I know that sounds surprising. The day after surgery, when you are sore and exhausted and possibly a long way from home, the last thing you want is someone touching you. But a properly trained post-surgical MLD therapist is not there to cause discomfort. The touch is extraordinarily gentle — lighter than you would imagine possible — and the right treatment at the right time can help your body begin to process the swelling and inflammation in a way that makes a visible, felt difference remarkably quickly.
The investment in aftercare is not optional, as much as it can feel that way from the outside. The outcome of your surgery is directly affected by the quality of your recovery. We have been privileged to see this with many clients — people who committed to their aftercare programme and reached the outcomes they had hoped for. The surgery gets you partway there. The aftercare takes you the rest of the way.
There are two things I hear regularly from clients who arrive unprepared, and I want to address them directly.
The first is timing. Post-surgical MLD needs to start promptly, and you will need multiple sessions, ideally close together in the early weeks. Therapists who work at this level tend to be busy. If you try to book at short notice after surgery, you may find there is no availability for several weeks — and that delay has a real cost in terms of your recovery. If you are planning surgery, please plan your aftercare at the same time. Not after. Before.
The second is cost. Many people budget carefully for their procedure and then discover, often at the last minute, that specialist aftercare is an additional expense they had not anticipated. I understand that this can feel overwhelming, particularly when you are already emotionally and financially stretched. But please factor it in from the start. The cost of not having adequate aftercare — in terms of slower recovery, poorer outcomes, or complications — is ultimately higher.
What to Look For in a Therapist
Whether you are managing lipoedema or lymphoedema, recovering from surgery, or somewhere in between, the questions you ask a prospective therapist matter. Here is what I would want to know:
- What level of MLD training have you completed, and with which awarding body?
- Do you have specific experience working with clients in my situation?

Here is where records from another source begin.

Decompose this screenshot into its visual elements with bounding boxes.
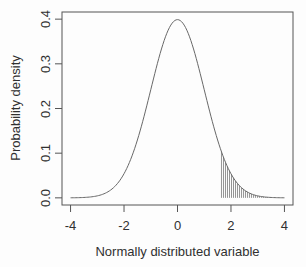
axis-ticks — [55, 19, 284, 212]
normal-distribution-figure: Normally distributed variable Probabilit… — [0, 0, 306, 267]
y-axis-title: Probability density — [8, 55, 23, 161]
x-axis-title: Normally distributed variable — [62, 244, 293, 259]
x-tick-label: -2 — [109, 218, 139, 233]
y-tick-label: 0.2 — [38, 99, 53, 117]
density-curve — [71, 20, 285, 198]
y-tick-label: 0.4 — [38, 10, 53, 28]
y-tick-label: 0.0 — [38, 189, 53, 207]
x-tick-label: 0 — [163, 218, 193, 233]
plot-box — [62, 12, 293, 205]
x-tick-label: 4 — [269, 218, 299, 233]
plot-canvas — [0, 0, 306, 267]
y-tick-label: 0.1 — [38, 144, 53, 162]
x-tick-label: -4 — [56, 218, 86, 233]
x-tick-label: 2 — [216, 218, 246, 233]
y-tick-label: 0.3 — [38, 55, 53, 73]
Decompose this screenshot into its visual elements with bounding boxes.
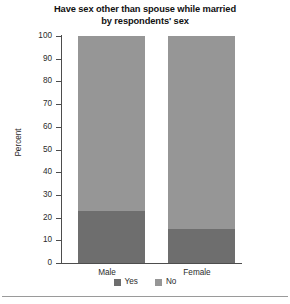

- How do you approach treatment planning — do you have a framework, or do you assess session by session?
- How many sessions would you typically recommend at this stage, and how close together?

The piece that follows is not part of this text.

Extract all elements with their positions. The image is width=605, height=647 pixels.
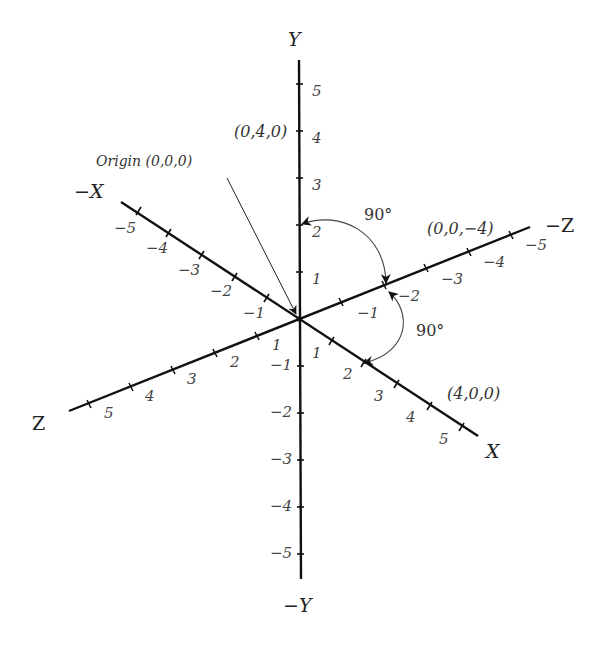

- Are you clear about the limits of your scope, and would you refer me elsewhere if my needs fall outside it?
A good therapist will welcome these questions. They will not be defensive. They will be honest with you — about what they can offer, and about what they cannot.
A Note on What We Do Here
At Brookes Therapies, we work with clients across all of these areas — chronic lipoedema and lymphoedema management, post-surgical recovery, and general lymphatic wellness. We carry a level of clinical knowledge that allows us to support complex cases, and we take the responsibility that comes with that seriously.
We have seen what the right support at the right time can do for someone. We have also seen what happens when people are left without it.

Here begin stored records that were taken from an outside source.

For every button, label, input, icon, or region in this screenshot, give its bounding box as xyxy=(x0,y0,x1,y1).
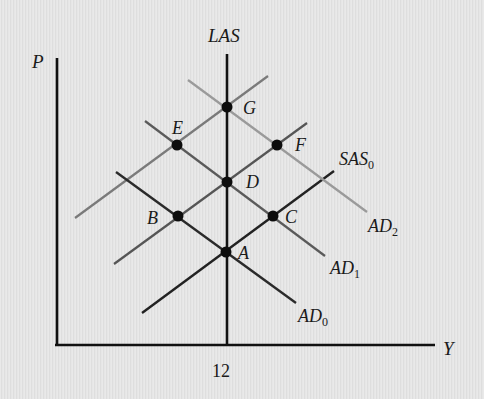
sas2-curve xyxy=(75,76,268,218)
point-e-dot xyxy=(172,140,183,151)
ad2-label: AD2 xyxy=(367,216,398,239)
ad2-label-sub: 2 xyxy=(392,225,398,239)
point-b-label: B xyxy=(147,208,158,228)
curve-labels: LAS SAS0 AD2 AD1 AD0 xyxy=(207,25,398,329)
point-b-dot xyxy=(173,211,184,222)
ad1-label: AD1 xyxy=(329,258,360,281)
ad-as-diagram: P Y 12 LAS SAS0 AD2 AD1 AD0 A B C xyxy=(0,0,484,399)
x-tick-label: 12 xyxy=(212,361,230,381)
point-c-label: C xyxy=(285,207,298,227)
las-label: LAS xyxy=(207,25,240,46)
ad1-label-main: AD xyxy=(329,258,354,278)
point-d-dot xyxy=(222,177,233,188)
point-a-dot xyxy=(221,247,232,258)
sas0-label-main: SAS xyxy=(339,149,368,169)
ad1-label-sub: 1 xyxy=(354,267,360,281)
ad0-label-sub: 0 xyxy=(322,315,328,329)
sas0-label: SAS0 xyxy=(339,149,374,172)
point-a-label: A xyxy=(237,243,250,263)
point-e-label: E xyxy=(171,118,183,138)
point-f-label: F xyxy=(294,135,307,155)
ad0-label: AD0 xyxy=(297,306,328,329)
point-c-dot xyxy=(268,211,279,222)
sas0-label-sub: 0 xyxy=(368,158,374,172)
point-d-label: D xyxy=(245,172,259,192)
point-f-dot xyxy=(272,140,283,151)
point-g-label: G xyxy=(243,98,256,118)
ad0-curve xyxy=(116,172,296,303)
y-axis-label: P xyxy=(31,51,44,72)
sas-curves xyxy=(75,76,334,313)
ad0-label-main: AD xyxy=(297,306,322,326)
point-g-dot xyxy=(222,102,233,113)
ad2-label-main: AD xyxy=(367,216,392,236)
x-axis-label: Y xyxy=(443,338,456,359)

If you are navigating any of the situations described in this post — or if you are planning surgery and want to begin putting proper aftercare in place before your date — please get in touch. We would rather speak to you before you need us than after things have become more complicated.
You deserve good care. You deserve a therapist who understands your body and your situation. And you deserve to know that the work you are doing to support your health is being met with equal skill and attention on this side of the treatment room.
If you would like to discuss your specific situation or explore how MLD could support your recovery or ongoing health, you are welcome to get in touch with us directly. We are always happy to have an honest conversation about whether we are the right fit for what you need.